My education with startups has brought about a bonus. It’s enabled me to evolve, in effect, into an educator. I was a teaching assistant for “Entrepreneurship 101” at Lehigh University, gave a lecture to my intern successors at the Lehigh@NasdaqCenter’s Innovation Internship programme and mentored students at its Startup Academy. Coming full circle, I’ve even mentored, managed, and hired Lehigh interns at Anetac.
The upshot is that I’ve tried to do for others what was done for me. Managing interns is so rewarding. Nothing is better for me than hearing an intern say, “Yes, I learned this in the classroom, but now I’m seeing it applied in the real world.”
Only now do I fully recognise how I’ve come to embody – and adopt – some of the 11 attributes of an entrepreneurial mindset that research conducted by Lehigh@NasdaqCenter identified as essential to success as an entrepreneur. I recognised and exploited an opportunity. I took a risk, tolerating the inevitable uncertainty and ambiguity, and gave myself the opportunity to make mistakes and fail. Throughout, I tried to solve problems and apply creativity and imagination toward creating true value. All these characteristics have informed my adventures as an entrepreneur.

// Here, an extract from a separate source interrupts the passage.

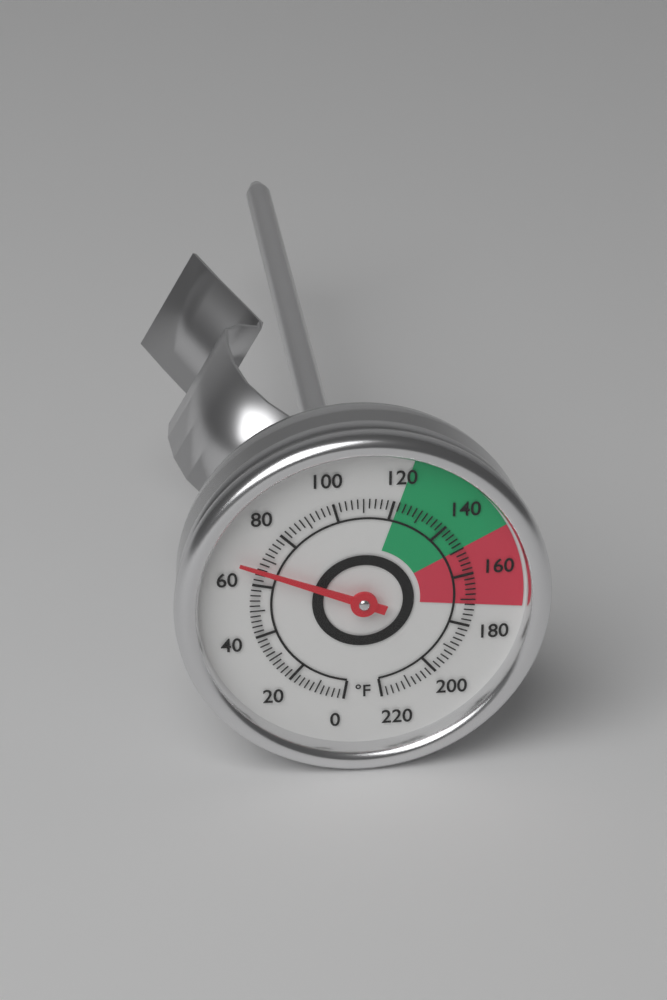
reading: 66 °F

As I’ve learned, first from theatre and more recently from higher education and the startup universe, the trick is always to draw everything available out of yourself – and the resources around you – in order to excel. Always let your curiosity get the best of you and ask questions. Always bring new ideas to the table and come prepared to brainstorm and improvise. Always stay motivated and committed.
My mom deserves special credit for teaching me some valuable lessons, too. “The worst anyone can ever say to you is ‘no,’ she once said. “So you might as well ask. And if the worst you can do is fail, you might as well try.”